When he's half way, the Strike Axe buck fronts up an' slams loose with his Winchester; it's a signal the baile is on. "At the rifle crack, mounted on a pony that's the flower of the Strike Axe herd, the Saucy Willow comes chargin' for the Crooked Claws like a shootin' star.

Sure, didn't I find that they wos chargin' tshoo dollars aiqual to eight shillin's, I'm towld for carryin' a box or portmanter the length o' me fut; so I turns porter all at wance, an' faix I made six dollars in less nor an hour.

"Then you can go home an' quit sheriffin' after I've got through with you. You've been called down to the court house. I'm takin' you, chargin' you with bein' an accessory before the fact, or somethin' like that. It don't make no difference what it is, you're goin' with me." His voice came sharp and chill: "Jump!"

'The Roosians are chargin' here they come! Shtandin' besoide me was a bit of a lump of a b'y, as foine a lad as ever shtood in the boots of me rigimint aw! the look of his face was the look o' the dead. 'The Roosians are comin' they're chargin'! says Sergeant-Major Kilpatrick, and the bit av a b'y, that had nothin' to eat all day, throws down his gun and turns round to run.

The fall is some sixty feet in the cl'ar, an' when them devoted cattle strikes the bottom it's plenty easy to guess they're sech no longer, an' thar's nothin' left of 'em but beef. These beef drives happens each time in the night; an' the cattle must have been stampeded complete to make the trip. Cattle, that a-way, ain't goin' to go chargin' over a high bluff none onless their reason is onhinged.

Fer four nights now they'd seen him, wrapped in a blue robe, waitin' an' a-huntin' behind tombstones an' walkin' round an' round the graveyard lie a six days' race fer the belt at Madison Square.

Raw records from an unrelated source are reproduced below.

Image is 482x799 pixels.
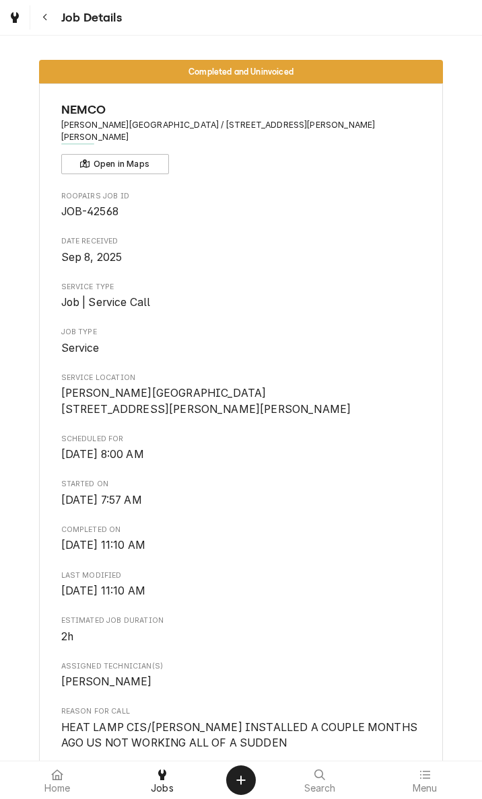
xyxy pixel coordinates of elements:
[61,101,421,119] span: Name
[188,67,293,76] span: Completed and Uninvoiced
[33,5,57,30] button: Navigate back
[5,764,109,796] a: Home
[61,674,421,690] span: Assigned Technician(s)
[61,630,73,643] span: 2h
[61,661,421,672] span: Assigned Technician(s)
[61,675,152,688] span: [PERSON_NAME]
[61,250,421,266] span: Date Received
[61,204,421,220] span: Roopairs Job ID
[61,282,421,293] span: Service Type
[61,101,421,174] div: Client Information
[61,385,421,417] span: Service Location
[61,706,421,751] div: Reason For Call
[61,585,145,597] span: [DATE] 11:10 AM
[412,783,437,794] span: Menu
[61,615,421,626] span: Estimated Job Duration
[61,373,421,418] div: Service Location
[61,327,421,338] span: Job Type
[268,764,371,796] a: Search
[61,342,100,354] span: Service
[61,296,151,309] span: Job | Service Call
[61,539,145,552] span: [DATE] 11:10 AM
[61,525,421,554] div: Completed On
[61,570,421,599] div: Last Modified
[110,764,214,796] a: Jobs
[61,340,421,356] span: Job Type
[61,236,421,247] span: Date Received
[61,295,421,311] span: Service Type
[61,236,421,265] div: Date Received
[61,327,421,356] div: Job Type
[61,494,142,506] span: [DATE] 7:57 AM
[61,191,421,220] div: Roopairs Job ID
[61,720,421,751] span: Reason For Call
[61,448,144,461] span: [DATE] 8:00 AM
[61,119,421,144] span: Address
[61,282,421,311] div: Service Type
[61,434,421,445] span: Scheduled For
[61,191,421,202] span: Roopairs Job ID
[61,706,421,717] span: Reason For Call
[39,60,443,83] div: Status
[61,447,421,463] span: Scheduled For
[61,387,351,416] span: [PERSON_NAME][GEOGRAPHIC_DATA] [STREET_ADDRESS][PERSON_NAME][PERSON_NAME]
[61,570,421,581] span: Last Modified
[61,629,421,645] span: Estimated Job Duration
[57,9,122,27] span: Job Details
[3,5,27,30] a: Go to Jobs
[61,434,421,463] div: Scheduled For
[61,615,421,644] div: Estimated Job Duration
[44,783,71,794] span: Home
[61,661,421,690] div: Assigned Technician(s)
[61,205,118,218] span: JOB-42568
[61,479,421,508] div: Started On
[373,764,476,796] a: Menu
[61,537,421,554] span: Completed On
[61,721,420,750] span: HEAT LAMP CIS/[PERSON_NAME] INSTALLED A COUPLE MONTHS AGO US NOT WORKING ALL OF A SUDDEN
[304,783,336,794] span: Search
[61,492,421,508] span: Started On
[151,783,174,794] span: Jobs
[61,373,421,383] span: Service Location
[61,479,421,490] span: Started On
[61,525,421,535] span: Completed On
[61,583,421,599] span: Last Modified
[61,251,122,264] span: Sep 8, 2025
[226,765,256,795] button: Create Object
[61,154,169,174] button: Open in Maps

John had jus' seen him on the wall, an' that was why he come chargin' down the road like forty cats. "'Will Mr. Ming's sperrit walk till he gits that button back? Buck asts. John says: 'Sure.

Now, I 'low you'd better talk a little to your friends, the hosses and mules. They're pow-ful stirred up over the stranger you've brought 'mong us. Hear 'em neighin' an' chargin'." Will went among the animals, but it took him a long time to soothe them.